In order to make integration of mobile apps with the API easier, there should always be one or more test environments. Test environments are API deployments to separate endpoints which allow for various testing which can’t and shouldn’t be done in production. In fact, testing in production should be avoided altogether if at all possible.

If the production API is already live, a good way to get representative test data into the test environments is simply copying the data over from production periodically. When doing this it’s very important to remove all personal information like names, email addresses, bank account numbers since the test environments don’t imply the same level of data security and same access rules.

Test environment

By ensuring the test environments work in the exact same way as the production environment, integration with production for the mobile teams should be much easier. Switching to using the production APIs should be as simple as changing the host name from test.example.com to example.com.

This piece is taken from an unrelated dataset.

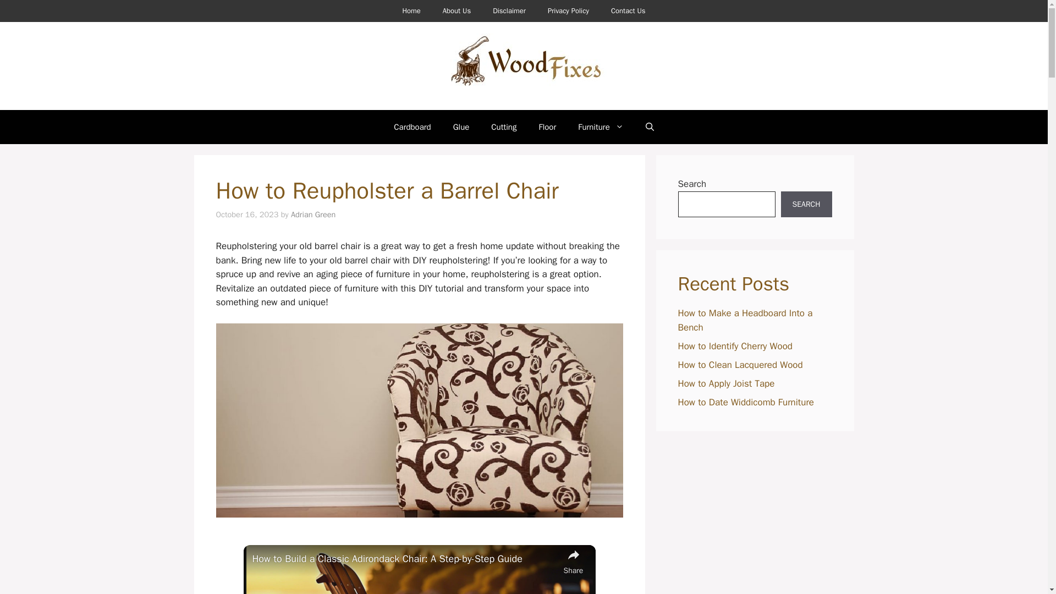 The width and height of the screenshot is (1056, 594). Describe the element at coordinates (600, 126) in the screenshot. I see `Furniture` at that location.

Maintain accountability and accessibility

For the API to work consistently (and to troubleshoot any later problems), API developers should document everything. The documentation should be clear, correct, and easy to understand. The documentation should also be updated as the API changes so it doesn’t contain outdated and incorrect information.

While API documentation is very important, it’s often regarded as tedious and boring work by developers so it’s important to make the documentation process as easy and automated as possible. The API documentation should be automatically deployed with the API, without any manual intervention needed. We can take this a step further and eliminate a lot of the manual work by generating documentation with examples from API test cases using tools like our own dox.

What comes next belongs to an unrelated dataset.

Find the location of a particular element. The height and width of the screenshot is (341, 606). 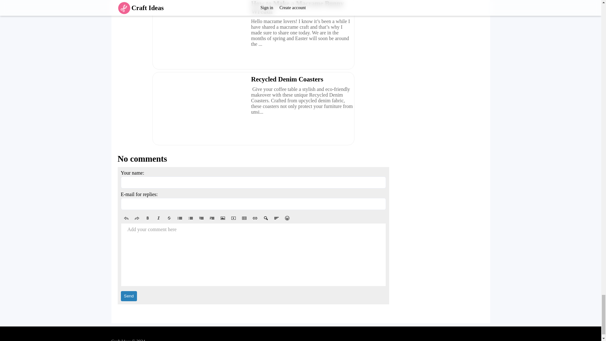

1. Ordered List is located at coordinates (190, 218).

Handle API changes gracefully

Business requirements change over time, the supporting software also needs to change to keep solving the right problems. When the API changes, we want the API clients to keep working.

Since non-breaking changes, like just adding new functionality to an API, are usually not a problem — let’s focus on the breaking changes. How do we handle those?

The naive solution would be to immediately update all the API clients, but that isn’t as simple with mobile apps. iOS apps need to undergo a review process by Apple which can take days, sometimes even weeks. Even after the mobile app updates end up in the respective app stores, many users won’t update soon (or ever) to a newer version of the app.

The main tool for solving this problem is API versioning. The most straightforward way to use API versioning is to copy all the functionality of the API and start serving the new version of the API on different endpoints, including the breaking changes. Usually the new endpoints are just prefixed with a different version, so the API would support calls to both /api/v1/login and /api/v2/login — with the old endpoint retaining the old behavior.

While API versioning is a powerful tool, sometimes it isn’t enough. Maintaining multiple versions of an API can be time consuming, and thus costly. Sometimes, for various reasons, API versioning may not even be possible. It’s wise to design a mechanism which can force clients to update to a newer version. For mobile apps we use Prince of Versions to specify a minimum client version per platform.

While this mechanism should rarely be used, when you truly need it — it’s invaluable. You can use it not only for breaking API changes, but for any situation when you may need to force the client to update.

To handle breaking changes on the API you can either deploy a new version of the API which increases the maintenance burden or force all the clients to update which is intrusive to users of mobile apps.

Choose wisely.

Conclusion

To minimize the risk for mobile projects, when building APIs you should:

  • invest time in planning the API architecture
  • use existing standards whenever possible
  • automate testing and deployment
  • use multiple multiple server environments
  • ensure API documentation and support from the API development team
  • be prepared for (breaking) changes

APIs are the foundation upon which modern mobile and web apps are built. They’re not easy to plan and build, and the decisions you make whilst building them will come back to reward (or haunt) you for years to come.

So choose wisely and enjoy the challenge.